Meridian Dome Keeper House
Abandoned Victorian house, opaline-graphite brick, marigold-cerulean timber, jade-rust steel, a compact Victorian observatory-keeper house built as a small angular residence attached to the base of a low astronomical dome structure, where the home occupies service rooms beneath the observatory and extends outward as a sharply geometric footprint aligned with tracking instruments and foundation piers. The silhouette is compact but mechanically precise, with a rectangular main dwelling, a slightly offset instrument annex, and a short external stair leading to a viewing platform that once supported telescope calibration. Rooflines are faceted and functional, formed from segmented slate planes, copper alignment rails, and reinforced metal edges designed to minimize vibration rather than ornament.
The façade is fully exterior and instrumentally weathered: opaline-graphite brickwork forming the observatory base with mineral staining from dew and frost cycles, marigold-cerulean timber panels cladding the residential sections with sun-faded calibration markings still faintly visible, and jade-rust steel brackets, mounts, and tracking supports embedded into the structure for celestial equipment, all oxidized from long exposure to night humidity and wind. Trim contrast appears in blackened iron calibration rings, riveted steel plates, and brass alignment fixtures dulled into patina.
The sky is a soft highland astronomical overcast, pale blue-gray with thin atmospheric haze, producing even natural daylight that renders materials with documentary realism and no dramatic emphasis.
The house sits in a highland meadow biome where grass grows in thin wind-swept layers across stone foundations and instrument pads, and wild alpine flowers—small white star blossoms, yellow meadow buttercups, and pale violet ground blooms—cluster around structural supports. A broken brass telescope gear assembly lies near the base of the dome, frozen and half-buried in moss, while a collapsed wooden instrument shelter leans against a calibration pillar, its roof warped and partially open to the sky. A shallow drainage groove carved into stone channels rainwater away from the observatory base, reflecting fragments of sky in narrow linear pools. Every surface feels exterior, scientific, and physically grounded, like a real Victorian observatory residence built to support measurement of the sky rather than domestic display. The entire scene reads like a documentary architectural photograph of a forgotten scientific dwelling, naturally weathered, structurally precise, and quietly integrated with its celestial purpose.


What you have to do — Go through the data below and return each line containing the word "point".

Task inputs —
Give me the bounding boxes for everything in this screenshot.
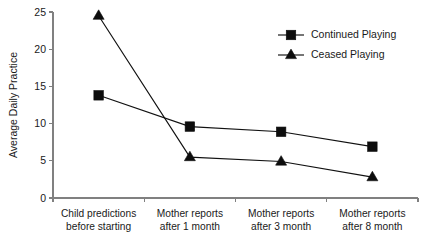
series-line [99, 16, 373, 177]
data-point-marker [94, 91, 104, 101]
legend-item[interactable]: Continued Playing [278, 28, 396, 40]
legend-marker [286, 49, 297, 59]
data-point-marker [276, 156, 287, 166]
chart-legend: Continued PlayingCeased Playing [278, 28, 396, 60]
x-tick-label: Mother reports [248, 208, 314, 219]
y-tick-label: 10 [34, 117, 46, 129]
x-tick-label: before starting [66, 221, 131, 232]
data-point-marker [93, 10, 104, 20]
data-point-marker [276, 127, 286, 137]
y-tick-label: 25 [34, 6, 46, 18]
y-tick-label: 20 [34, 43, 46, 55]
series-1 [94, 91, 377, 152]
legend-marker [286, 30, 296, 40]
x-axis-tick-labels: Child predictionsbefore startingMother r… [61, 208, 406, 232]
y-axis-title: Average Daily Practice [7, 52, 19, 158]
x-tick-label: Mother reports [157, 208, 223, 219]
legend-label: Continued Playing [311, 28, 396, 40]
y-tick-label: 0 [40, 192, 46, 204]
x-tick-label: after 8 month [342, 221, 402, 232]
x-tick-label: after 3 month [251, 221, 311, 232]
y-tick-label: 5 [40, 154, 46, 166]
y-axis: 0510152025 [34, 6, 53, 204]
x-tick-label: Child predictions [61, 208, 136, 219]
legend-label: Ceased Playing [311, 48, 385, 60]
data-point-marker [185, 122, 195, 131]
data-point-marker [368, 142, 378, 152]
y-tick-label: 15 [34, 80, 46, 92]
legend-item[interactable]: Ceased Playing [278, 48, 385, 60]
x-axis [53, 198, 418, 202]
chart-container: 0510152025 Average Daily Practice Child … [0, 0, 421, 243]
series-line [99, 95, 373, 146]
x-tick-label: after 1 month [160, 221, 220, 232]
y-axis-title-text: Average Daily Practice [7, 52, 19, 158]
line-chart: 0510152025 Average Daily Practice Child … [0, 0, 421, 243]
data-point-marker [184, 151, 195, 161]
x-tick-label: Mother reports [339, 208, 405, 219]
==
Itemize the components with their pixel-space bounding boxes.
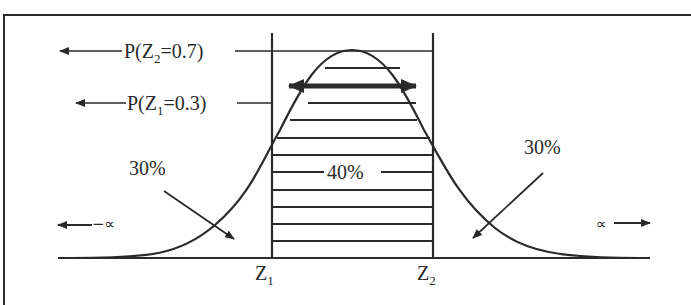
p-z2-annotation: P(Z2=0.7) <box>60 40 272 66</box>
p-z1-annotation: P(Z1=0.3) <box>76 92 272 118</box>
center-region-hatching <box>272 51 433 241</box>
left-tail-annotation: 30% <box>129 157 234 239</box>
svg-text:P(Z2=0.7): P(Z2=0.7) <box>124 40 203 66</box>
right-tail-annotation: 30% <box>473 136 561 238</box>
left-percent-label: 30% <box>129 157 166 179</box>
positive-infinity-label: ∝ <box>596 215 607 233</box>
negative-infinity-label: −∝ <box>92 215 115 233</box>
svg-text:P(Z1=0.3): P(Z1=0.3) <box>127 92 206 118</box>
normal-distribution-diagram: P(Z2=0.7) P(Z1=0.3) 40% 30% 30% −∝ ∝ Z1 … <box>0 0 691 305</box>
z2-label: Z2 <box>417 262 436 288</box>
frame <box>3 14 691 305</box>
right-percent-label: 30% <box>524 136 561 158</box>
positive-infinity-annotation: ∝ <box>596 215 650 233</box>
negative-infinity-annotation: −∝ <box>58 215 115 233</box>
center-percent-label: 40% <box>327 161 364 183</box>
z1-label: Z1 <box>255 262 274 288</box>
==
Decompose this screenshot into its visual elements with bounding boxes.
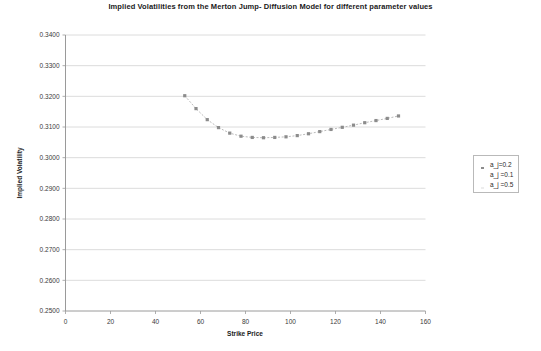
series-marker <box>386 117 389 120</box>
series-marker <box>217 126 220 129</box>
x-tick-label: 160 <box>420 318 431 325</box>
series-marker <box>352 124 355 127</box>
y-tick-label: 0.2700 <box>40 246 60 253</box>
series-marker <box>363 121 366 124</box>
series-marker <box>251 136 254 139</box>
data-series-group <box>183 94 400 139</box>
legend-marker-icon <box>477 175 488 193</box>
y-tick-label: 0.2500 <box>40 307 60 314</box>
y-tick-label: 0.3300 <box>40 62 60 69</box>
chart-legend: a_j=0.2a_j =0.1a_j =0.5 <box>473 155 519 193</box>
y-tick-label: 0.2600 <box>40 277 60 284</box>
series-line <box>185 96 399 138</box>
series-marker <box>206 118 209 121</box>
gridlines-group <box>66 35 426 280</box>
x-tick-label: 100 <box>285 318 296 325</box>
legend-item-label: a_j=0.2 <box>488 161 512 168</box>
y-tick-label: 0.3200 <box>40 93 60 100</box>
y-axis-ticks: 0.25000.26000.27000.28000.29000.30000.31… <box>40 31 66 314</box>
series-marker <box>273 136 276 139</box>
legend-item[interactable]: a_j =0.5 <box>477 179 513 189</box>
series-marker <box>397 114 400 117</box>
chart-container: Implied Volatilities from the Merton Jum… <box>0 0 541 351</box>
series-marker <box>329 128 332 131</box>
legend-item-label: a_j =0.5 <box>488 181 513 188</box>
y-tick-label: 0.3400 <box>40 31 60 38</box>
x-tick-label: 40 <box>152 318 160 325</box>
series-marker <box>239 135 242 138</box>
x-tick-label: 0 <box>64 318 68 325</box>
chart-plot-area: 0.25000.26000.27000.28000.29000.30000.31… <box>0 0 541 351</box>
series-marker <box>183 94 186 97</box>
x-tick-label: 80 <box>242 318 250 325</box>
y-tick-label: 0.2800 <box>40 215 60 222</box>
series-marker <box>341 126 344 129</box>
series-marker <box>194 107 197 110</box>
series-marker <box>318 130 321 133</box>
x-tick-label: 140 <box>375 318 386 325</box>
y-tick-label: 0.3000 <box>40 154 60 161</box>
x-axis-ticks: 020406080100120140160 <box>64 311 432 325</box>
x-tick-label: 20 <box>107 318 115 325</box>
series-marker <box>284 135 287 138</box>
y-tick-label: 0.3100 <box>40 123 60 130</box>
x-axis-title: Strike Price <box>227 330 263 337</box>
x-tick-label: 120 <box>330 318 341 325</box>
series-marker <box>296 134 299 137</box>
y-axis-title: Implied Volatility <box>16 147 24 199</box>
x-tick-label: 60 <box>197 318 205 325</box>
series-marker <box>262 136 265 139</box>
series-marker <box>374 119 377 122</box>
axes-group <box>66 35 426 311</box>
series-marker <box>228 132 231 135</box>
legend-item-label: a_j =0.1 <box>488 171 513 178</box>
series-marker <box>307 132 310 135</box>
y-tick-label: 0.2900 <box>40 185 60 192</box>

Response below —
data-point-marker [94, 91, 104, 101]
data-point-marker [276, 156, 287, 166]
data-point-marker [93, 10, 104, 20]
data-point-marker [276, 127, 286, 137]
data-point-marker [185, 122, 195, 131]
data-point-marker [368, 142, 378, 152]
data-point-marker [184, 151, 195, 161]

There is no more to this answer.